Pope to meet Turkish president, Ecumenical Patriarch in November

(Photo: REUTERS / Murad Seze)Local and foreign visitors, with the Byzantine-era monument of Hagia Sophia in the background, stroll at Sultanahmet square in Istanbul August 23, 2013. Pope Francis will visit the former Greek Orthodox patriarchal basilica, later an imperial mosque, and now a museum when he visits Turkey in late November 2014.

Pope Francis is scheduled to meet with Turkey's highest officials, including President Recep Tayyip Erdoğan, when he makes his trip to Ankara and Istanbul next month.

The Vatican's the itinerary for the Pope's November 28-30 trip, will also have Francis meeting and praying with Orthodox leaders.

He will also visit the Hagia Sophia, a former Greek Orthodox patriarchal basilica, later an imperial mosque, and now a museum as well as the Blue Mosque, as the Sultan Ahmed Mosque is popularly known.

Francis is set to join Orthodox Ecumenical Patriarch Bartholomew of Constantinople for the celebrations of the feast of St.

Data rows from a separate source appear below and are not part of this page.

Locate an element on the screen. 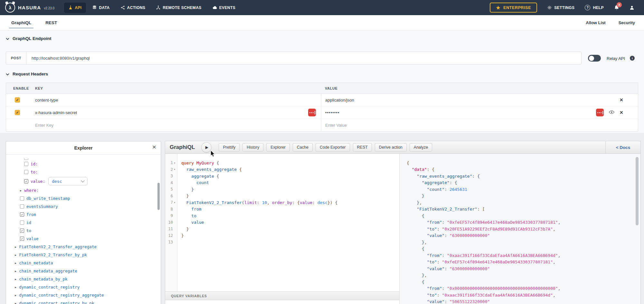 The image size is (644, 304). help-button: ? HELP is located at coordinates (594, 8).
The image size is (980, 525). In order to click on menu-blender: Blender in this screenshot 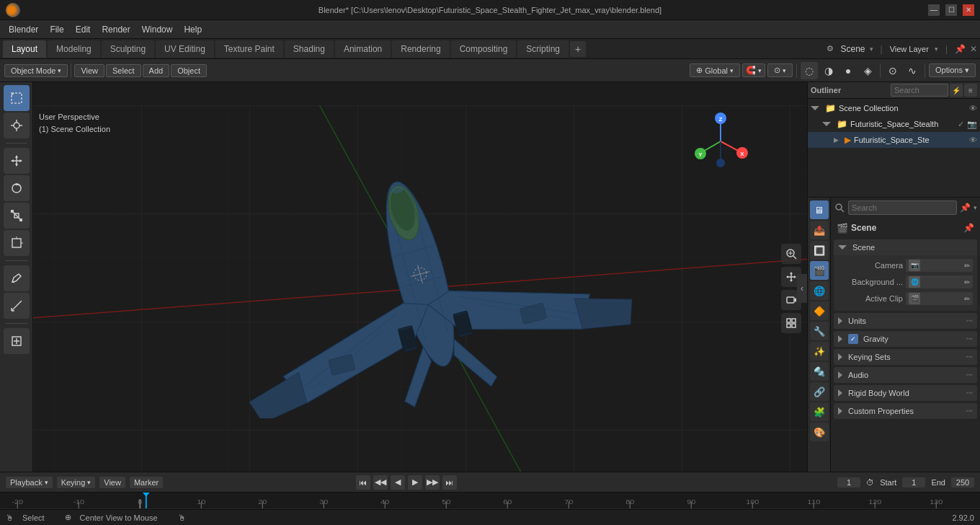, I will do `click(23, 30)`.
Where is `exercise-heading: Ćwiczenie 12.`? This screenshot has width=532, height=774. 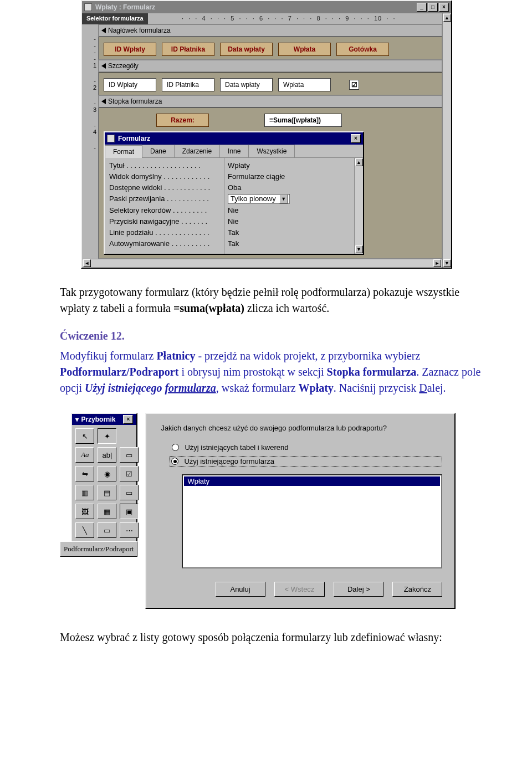 exercise-heading: Ćwiczenie 12. is located at coordinates (274, 336).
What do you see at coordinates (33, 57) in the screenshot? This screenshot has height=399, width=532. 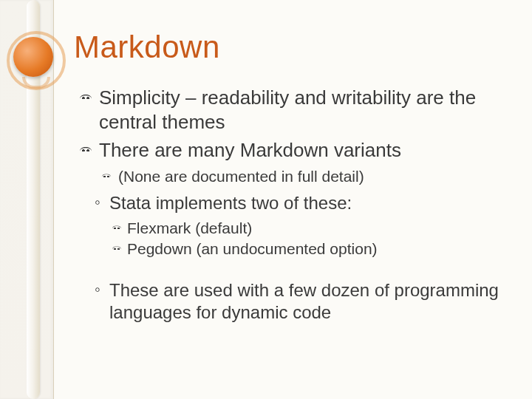 I see `mic-head-icon` at bounding box center [33, 57].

Andrew on November 30, Catholic New Service reported.

Both the Pope and the patriarch send delegations to their respective churches yearly for the feast of the churches' patron saints: on June 29 at the Vatican for the feasts of Saints Peter and Paul, and on November 30 for the feast of Saint Andrew.

Pope Francis is scheduled to arrive in Ankara, the Turkish capital, on November 28, when he is slated to meet Erdogan, Prime Minister Ahmet Davutoglu and the head of the country's religious affairs office.

The head of the Turkish religious affairs office is the country's highest Muslim authority.

Turkey is an overwhelmingly Muslim country with 99 percent of its 81 million people followers of Sunni Islam and 0.2 are Christians and Jews.

Francis will fly to Istanbul after a day in Ankara, and he is expected to visit the Hagia Sophia Museum, once known as the finest church during the Christian Byzantine Empire.

The Hagia Sophia became a mosque in the 15th century then authorities converted it into a museum in 1935 when Turkey became a secular state.

After Hagia Sophia, Francis will also visit the Blue Mosque popularly named because of its turquoise ceramic tiles in the 400-year-old structure's interior.

The Pope will hold a private meeting with Bartholomew in the run up to the feast of St. Andrew on November 30 which he will concelebrate with the patriarch.